Dive Brief:
- A University of Pennsylvania study that tracked Medicare claims for about 1.35 million beneficiaries who had joint replacement surgery found that hospitals participating in bundled payment programs spent less on the hip and knee joint procedures than hospitals receiving traditional fee-for-service payments.
- Spending, however, did not differ between hospitals that voluntarily joined bundling programs and those whose involvement was mandatory, according to the findings, which were published in a JAMA research letter. The results failed to validate assumptions that voluntary participants tend to achieve greater savings because they choose programs for the opportunity to reduce spending.
- The findings come as the head of the Center for Medicare and Medicaid Innovation, Elizabeth Fowler, suggested the agency would look to shift away from voluntary arrangements in favor of more mandatory models.
Dive Insight:
Medicare launched the voluntary Bundled Payments for Care Improvement program covering hip and knee replacements in 2013 with the aim of lowering costs for the pricey procedures. Providers are paid for an episode of care, rather than per individual service, creating financial incentive for greater coordination among a system's practitioners and, hopefully, better care for patients.
But the effectiveness of bundled payment programs in reducing costs and improving care has been difficult to assess because healthcare providers that volunteer to participate tend to stay when they are successful and drop out when the financial risks appear too great.
A 2018 study published in JAMA Cardiology showed that participation in the voluntary initiative for bundled payments covering several common cardiovascular conditions was more likely among larger, non-safety-net hospitals with access to cardiac catheterization laboratories.
The new JAMA study looked at bundled payments under the Comprehensive Care for Joint Replacement program. Medicare in 2016 assigned 75 metropolitan statistical areas to receive mandatory hip and knee joint replacement bundled payments, while hospitals in 121 areas continued to receive fee-for-service payments. The researchers examined outcomes for spending on institutional care including hospitalizations and 90-day post-discharge readmissions, skilled nursing, inpatient rehabilitation, and long-term acute care facility spending.
They found spending decreased among voluntary hospitals from $21,182 before bundled payments to $18,452 after bundled payments, and among mandatory hospitals decreased from $18,390 to $15,652. Hospitals in bundled payment programs saw lower spending for hip and knee replacements than hospitals that did not participate.
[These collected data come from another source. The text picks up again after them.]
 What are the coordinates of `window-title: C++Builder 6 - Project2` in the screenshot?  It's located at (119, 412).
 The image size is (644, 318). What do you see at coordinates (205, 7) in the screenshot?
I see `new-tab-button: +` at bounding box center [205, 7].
The study's results appear to offer support to CMMI's current thinking on the benefits of mandatory payment models. Fowler, who has been on the job just over three months, told a Health Affairs briefing earlier this month that voluntary models are subject to risk selection, and the agency is exploring use of more mandatory programs.
The agency, established a decade ago through the Affordable Care Act, is undergoing a strategic review, after few of its models resulted in cost savings or better quality of care.